Do you read the pasuk “lo talin peulas sachir itcha [comma], ad boker” or “lo talis peulas sachir [comma], itcha ad boker?” What difference does it make?
The gemara (B”M 110b) writes that if you ask someone to hire workers for you, neither you nor the person who actually does the hiring violate a lav if you pay late. You don’t violate the lav because you didn’t do the hiring; the person who did the hiring doesn’t violate the lav because the workers didn’t work for him. Achronim ask why don’t we consider the person who did the hiring to be a shliach and say shlucho shel adam k’moso? Tos RI”D already deals with this issue and writes that since the workers know that the one hiring them is not the one ultimately responsible to cut them a paycheck, there is no expectation on their part of getting paid immediately. This sevara, explains the Meshech Chochma, shows us the correct way to read the pasuk (and he proves it from the targum and trop as well). It’s not “itcha ad boker,” meaning the money is with you until morning, but rather the pasuk is referring to “sachir itcha [comma],” someone whom you, not your agent or friend, hired. Only in that case is there a lav involved.

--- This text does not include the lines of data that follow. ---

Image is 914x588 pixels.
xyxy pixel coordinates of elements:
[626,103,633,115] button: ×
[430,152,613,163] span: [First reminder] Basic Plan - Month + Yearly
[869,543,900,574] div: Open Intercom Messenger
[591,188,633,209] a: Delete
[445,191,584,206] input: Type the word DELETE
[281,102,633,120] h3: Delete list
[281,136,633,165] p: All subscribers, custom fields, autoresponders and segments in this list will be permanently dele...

On a different note (BTW, is it better to lump a few small things like this together in one post or to make them separate posts?) R’ Shteiman in his Ayeles haShachar on Chumash asks what the chiddush is of saying “v’ahavta l’reiacha kamocha” is a “klal gadol baTorah.” Isn’t it obvious that without ahavas yisrael it would be impossible to not be nichshal in the many bein adam l’chaveiro precepts in our parsha and others?
Were it only as pashut to everyone as it is to R’ Shteinman.